Sunday, May 3, 2009

Music Performance and Theology--Contemporary Parallels

In the practice of Catholic theology there is an ongoing issue as to how one might successfully achieve being faithful to the tradition--respecting the great patrimony of thinkers of ages past--while also being genuinely contemporary, bringing into play authentic contributions from the modern/post-modern world. (For a related earlier post see here.) The best Catholic theologians I think always strive to do both.

I think that an instructive parallel can be seen with music, especially in live music that includes individual solos against a background of a standard tune.

Think of how this works with a live jazz performance (bluegrass would serve just as well). The whole group of musicians launches into a particular song (e.g. "Devil May Care" as below with Diana Krall and her band). If it is a jazz standard, the song has a traditional structure and melody. Its basic foundation is known--solid, stable. And because the musicians are accomplished, well-practiced, and also know the song well and know how they like to play it as a group (since they have rehearsed it), the foundation of the song's basic structure is secure during the live performance. No one has to worry about the song going off track or anyone getting lost as to where the group is in the song. This provides the context for each individual musician to then be able to stretch his wings and shine in various solo contributions as the song is performed. Each soloist can challange himself more to his highest potential as a soloist knowing he can lean upon/rely upon the secure foundation maintained by his bandmates. You can see this taking place among great musicians as they perform live--the security of the known providing a base upon which the creative can soar without fear. [Less accomplished musicians cannot do this well. They are not secure enough in the basic elements of the music to allow for each soloist to flourish to his full potential.]

With the steady, secure foundation of the rest of the band moving along confidently the stage is set to permit the musicians to take turns shifting out of the role of being part of the supportive musical backdrop, "stepping out" into solo roles. Then, after a solo stint they seamlessly shift back into the group's communal performance of the standard song structure, allowing another member in turn to step out for their solo and then back, and so forth, in a flowing, creative back-and-forth between the song as performed by the group and moments of individual creativity and spontaneity.

And a further observation about how this works: As each musician takes a solo turn, they do not do so as though they were detached from the underlying song structure being played by their fellow band members. Very often, the underlying standard melody to which they are all together attuned and "locked in" as a living community in a united dynamic action, provides creative raw material for the soloist to riff on--augmenting, twisting, inverting, playing with the known melody to put his own unique interpretation on it.

So, it is not by acting as an isolated, lone agent that each soloist creates his own special musical contribution of the moment to the living whole. Rather, he makes his solo contribution by allowing it to somehow shadow, reflect, interpret, and build upon--but in a unique and unforeseen way--the known and predictable form that the others are playing underneath. This playful interaction between the known tradition and the creative output of the moment, informed by years of practice and talent development, makes for the occasion of a great live music performance. It is undergirded by the secure familiarity of the known and beloved, while at the same time made refreshingly alive and exciting by the transformation provided by the creative and the new.

Good theology is very much like this! It is a musical interplay of the tradition with contemporary and creative elements. And it is the very presence of the perennial in the contemporary that enables the new to have confidence as it breathes new breath and stretches its wings beyond what has come before.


- AIM OF THE TASK
Word-for-word repetition of the records below is needed, but only from the line holding "Locate an element on the screen. This" through the final line, with pictures excluded.

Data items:
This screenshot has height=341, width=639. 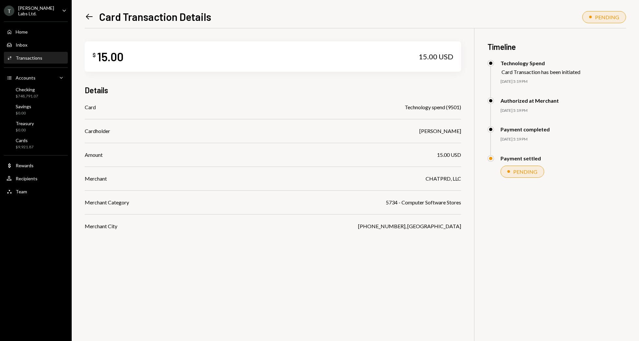 What do you see at coordinates (27, 96) in the screenshot?
I see `div: $748,791.07` at bounding box center [27, 96].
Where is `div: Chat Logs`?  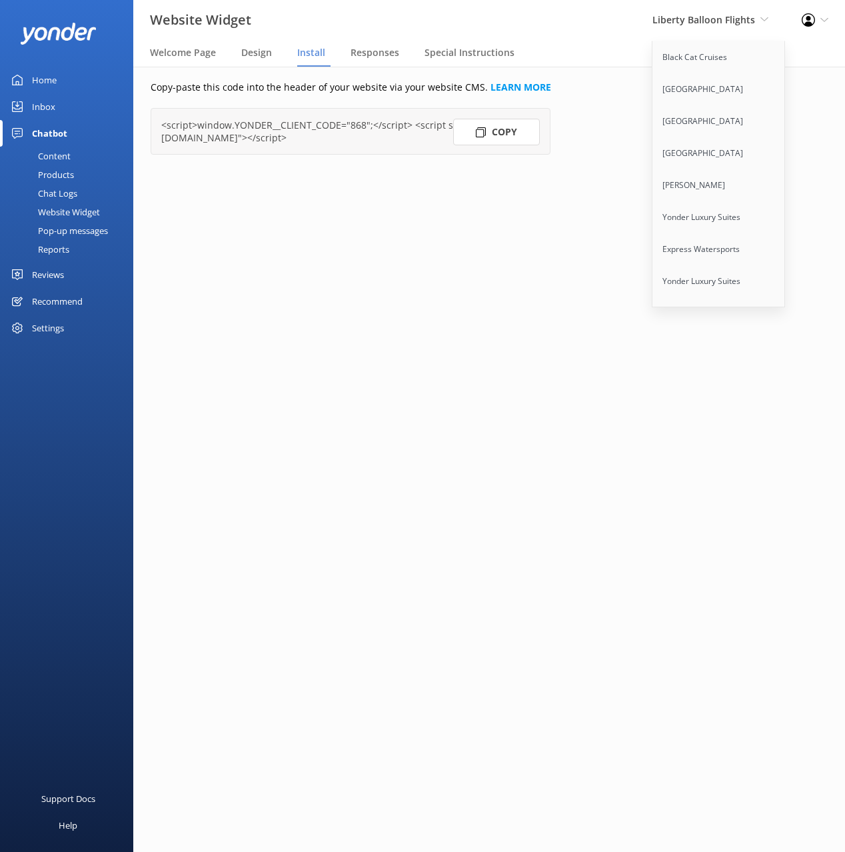
div: Chat Logs is located at coordinates (43, 193).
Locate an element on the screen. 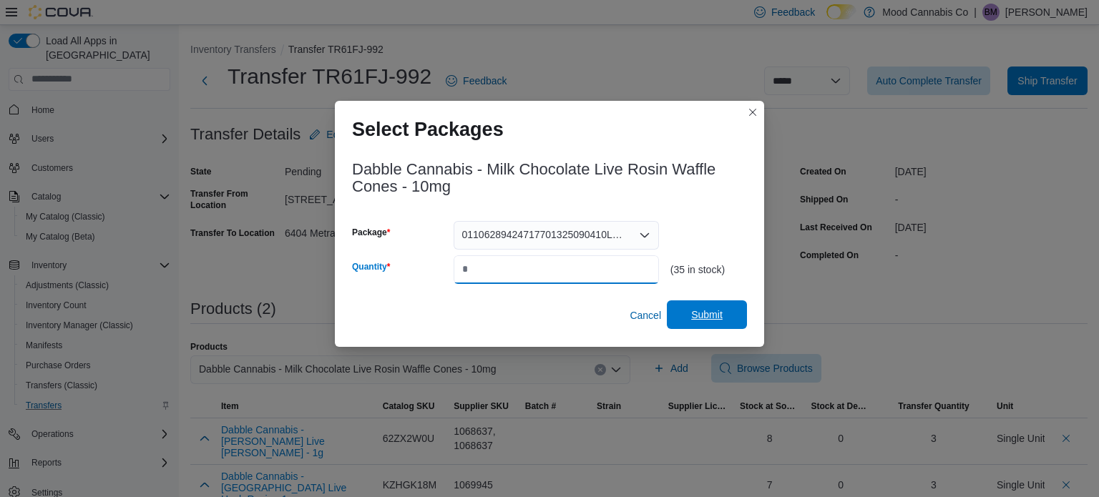  span: Cancel is located at coordinates (645, 315).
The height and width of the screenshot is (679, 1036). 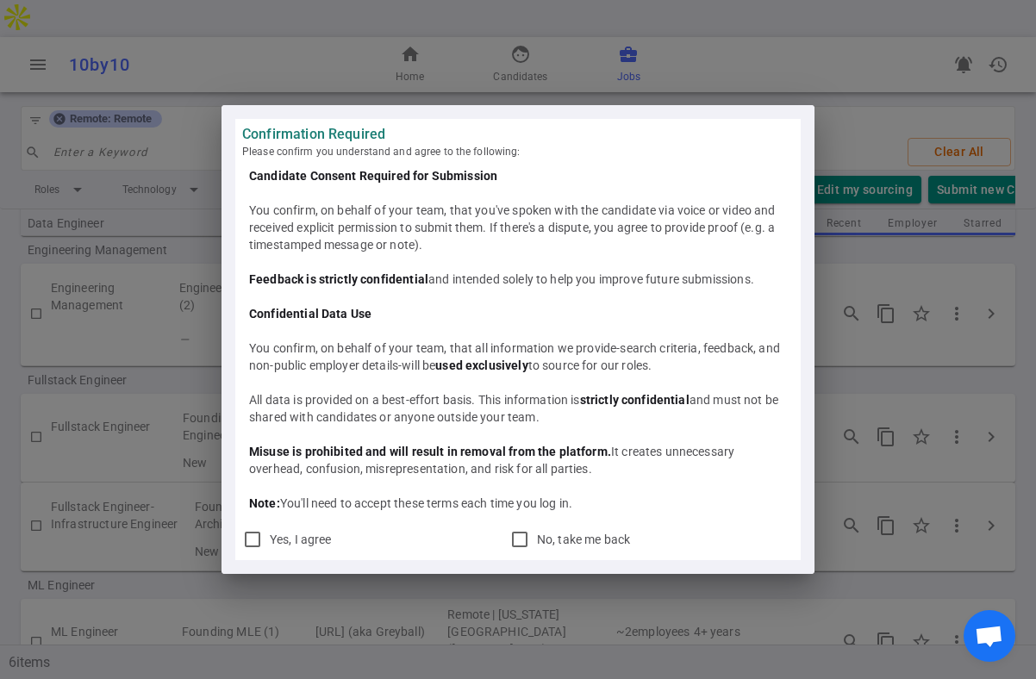 I want to click on b: Note:, so click(x=265, y=503).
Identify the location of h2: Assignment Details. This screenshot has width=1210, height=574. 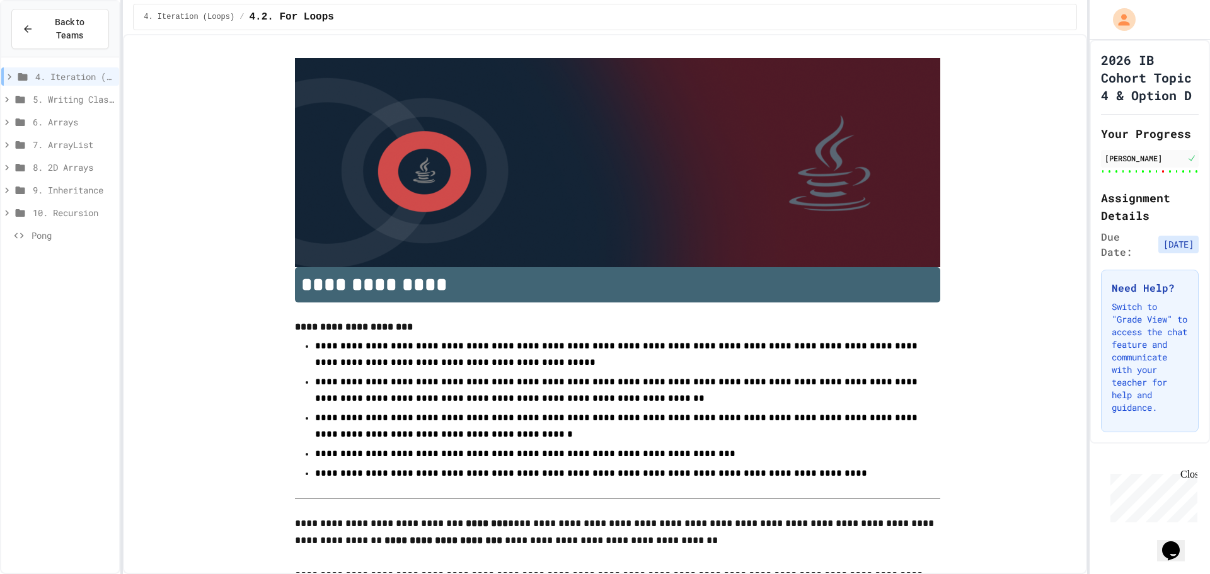
(1150, 207).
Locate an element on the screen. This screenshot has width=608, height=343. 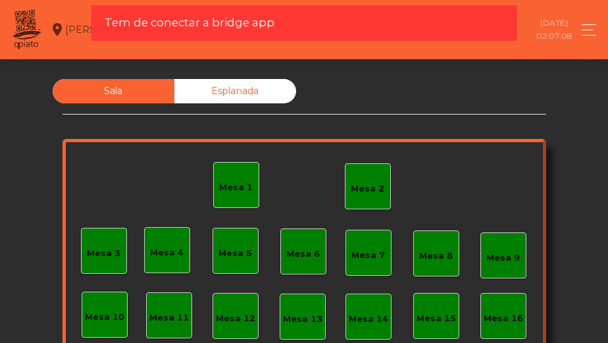
div: Mesa 15 is located at coordinates (436, 318).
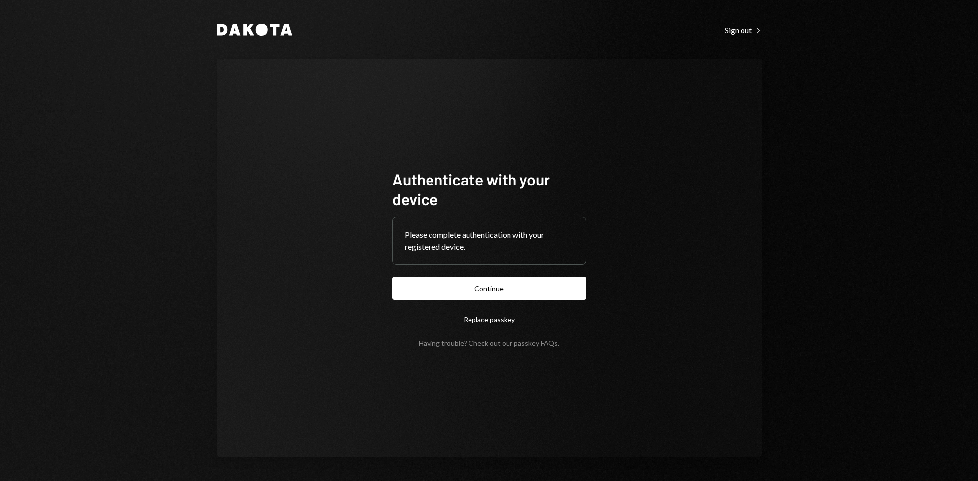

- RESULT OF THIS EXERCISE
Locate an element on the screen. This screenshot has width=608, height=343. 
div: Mesa 15 is located at coordinates (436, 318).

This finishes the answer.